^^^Yo, that you, Boris?
From the academic studies of religiosity, women do tend to have more connections to religion than men. But I don't think it is because women are "more emotional" or "more easily swayed". It has more to do with things like women traditionally having fewer life opportunities to achieve recognition (at least god loves and values you), women traditionally having less control over their lives, having less education and money, and religion giving women outlets that their societies denied them.
If the only books you are allowed to read are religious texts, if the only way you can avoid an early marriage to some local jerk is to "commit yourself to the lord", if the only place you can go outside of the home and escape heavy household chores for a few hours is to the church, and if the main chances to do important work in your community are by linking up with religious organizations, it should not surprise us that women make up the majority of the practicing members in many religious groups worldwide. Especially in poor, traditional communities.
We can test this idea. When other opportunities open up for women, we would expect to see less religious participation. And we do. As income and education levels rise in a society generally, as women become educated, as women postpone early marriage and have fewer children, as they [we?] enter the professions and gain their own independence, we see less commitment to religion. In countries like Norway, Iceland and Sweden where women have achieved near equality to men, there are the lowest rates of religiosity among women.
Just think about how the world looks to an illiterate woman in Haiti, married at 14, living in shanty town, struggling to raise 5 or 6 children on a dollar a day--with almost no job skills. She is going to grab onto every bit of escape, power, hope and possibility that Vodun or Catholicism (or more recently, evangelical born-again Protestantism) can offer her.
In these societies, women are also far more often "possessed" by the gods during ceremonies than men. While possessed, people are allowed behavior that they would never be able to get away with in everyday life. They get to do things (like smoke and drink, because the god wants it) and say things (like give unwanted advice or curse someone out) with the blessing of the community. Interesting, verdad? I saw women possessed at every ceremony, and cannot recall a single possessed man. I once heard about a boy getting possessed for a while and not being able to attend school. Hmmm.

The lower you are on the social, economic and political scale, the more you need that old-time religion. In the US that means women, black people, latinos, and rural white folks will be more fundy than wealthy white educated men.
[1] Basically, social inequality leads to more religion among both men and women. People are more likely to be religious if they have less power over their lives. Power to the people!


● **Exercise prompt**:
Reproduce from the records below, with no pictures, exactly the lines between the one containing "Provide the bounding box for *tree*." and the one containing "can you find", inclusive.

● **Data extracts**:
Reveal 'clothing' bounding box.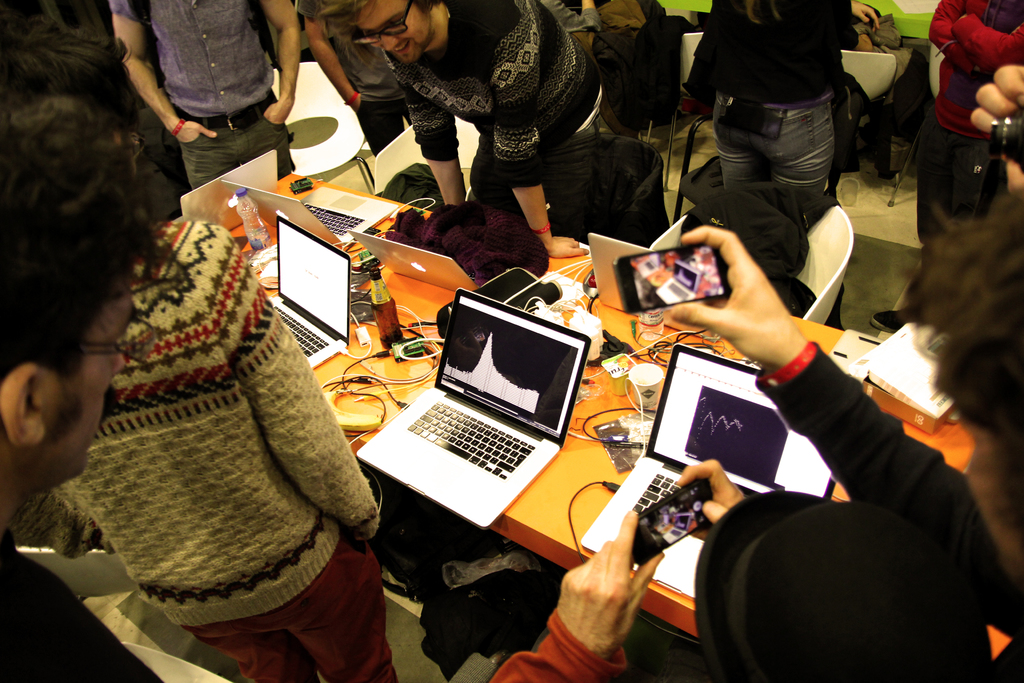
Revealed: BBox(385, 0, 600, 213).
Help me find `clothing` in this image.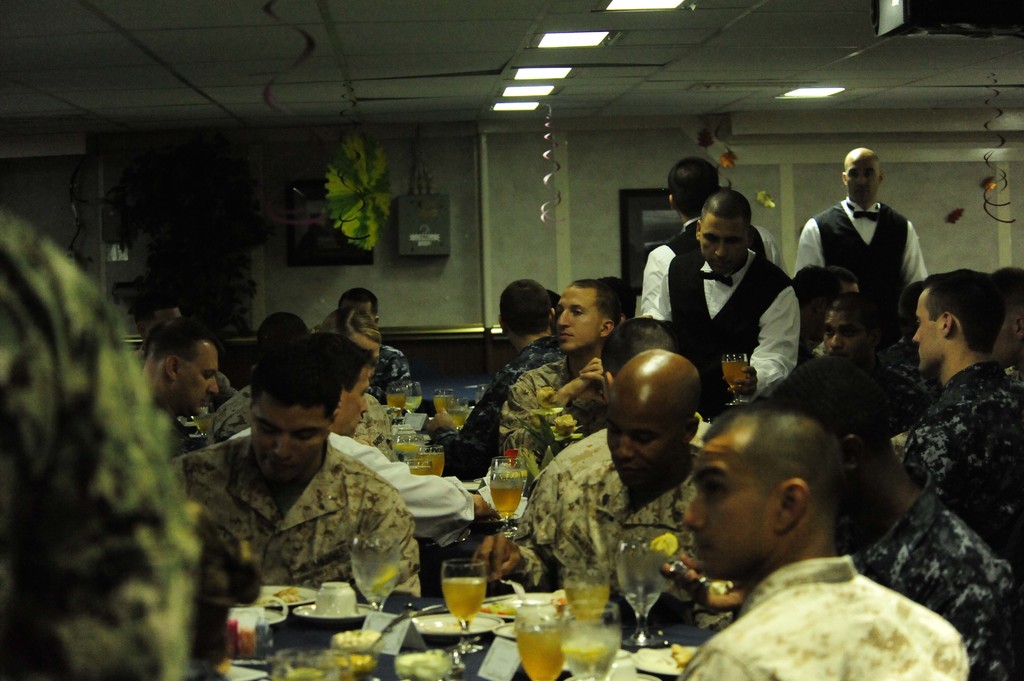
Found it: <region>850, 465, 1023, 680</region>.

...

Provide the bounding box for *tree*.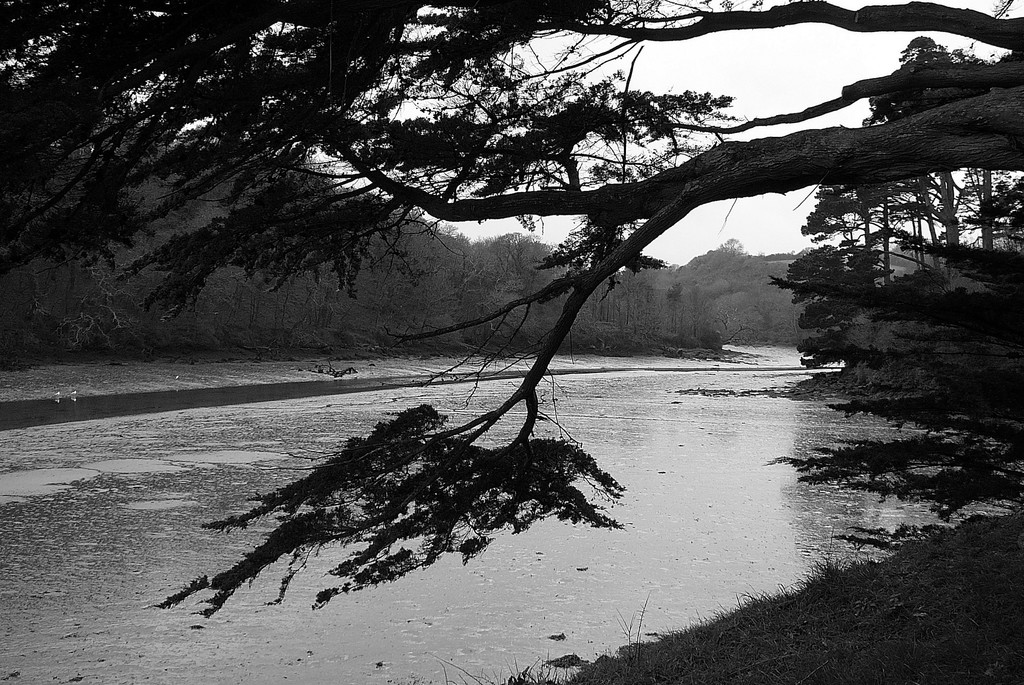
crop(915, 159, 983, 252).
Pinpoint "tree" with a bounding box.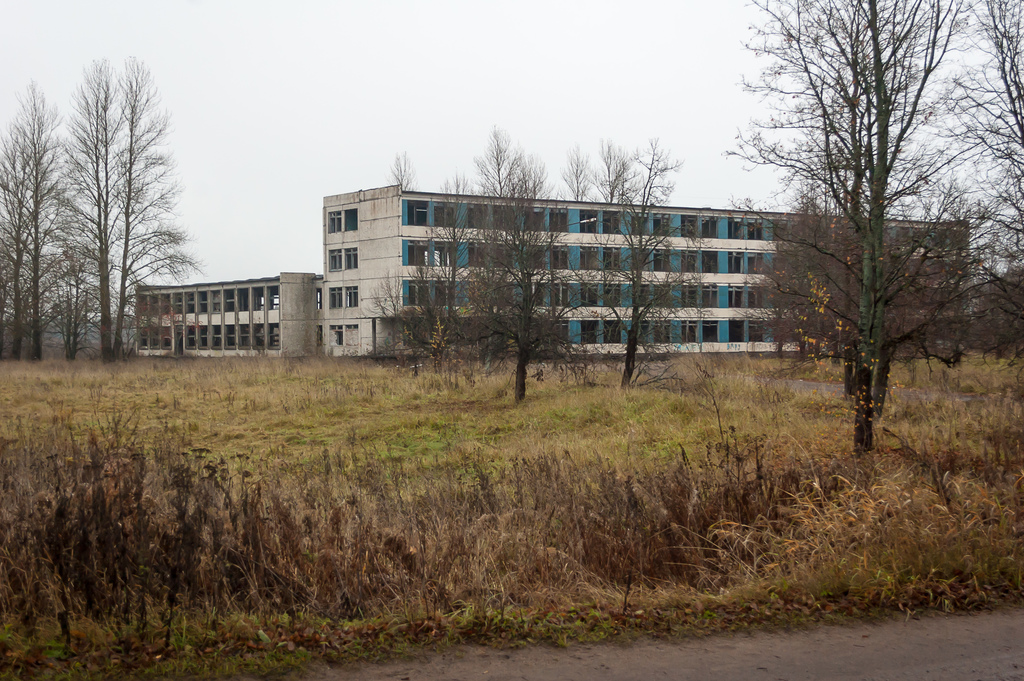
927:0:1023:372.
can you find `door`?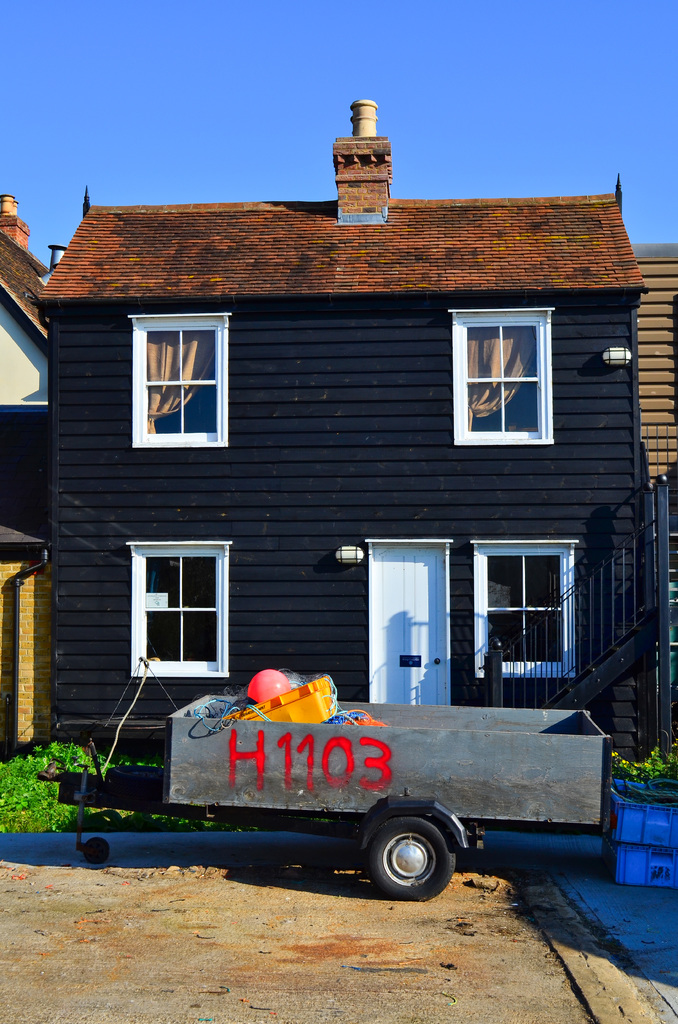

● **Solution to this task**:
Provide the bounding box for *tree*.
crop(915, 159, 983, 252).
Pinpoint "tree" with a bounding box.
927:0:1023:372.
can you find `door`?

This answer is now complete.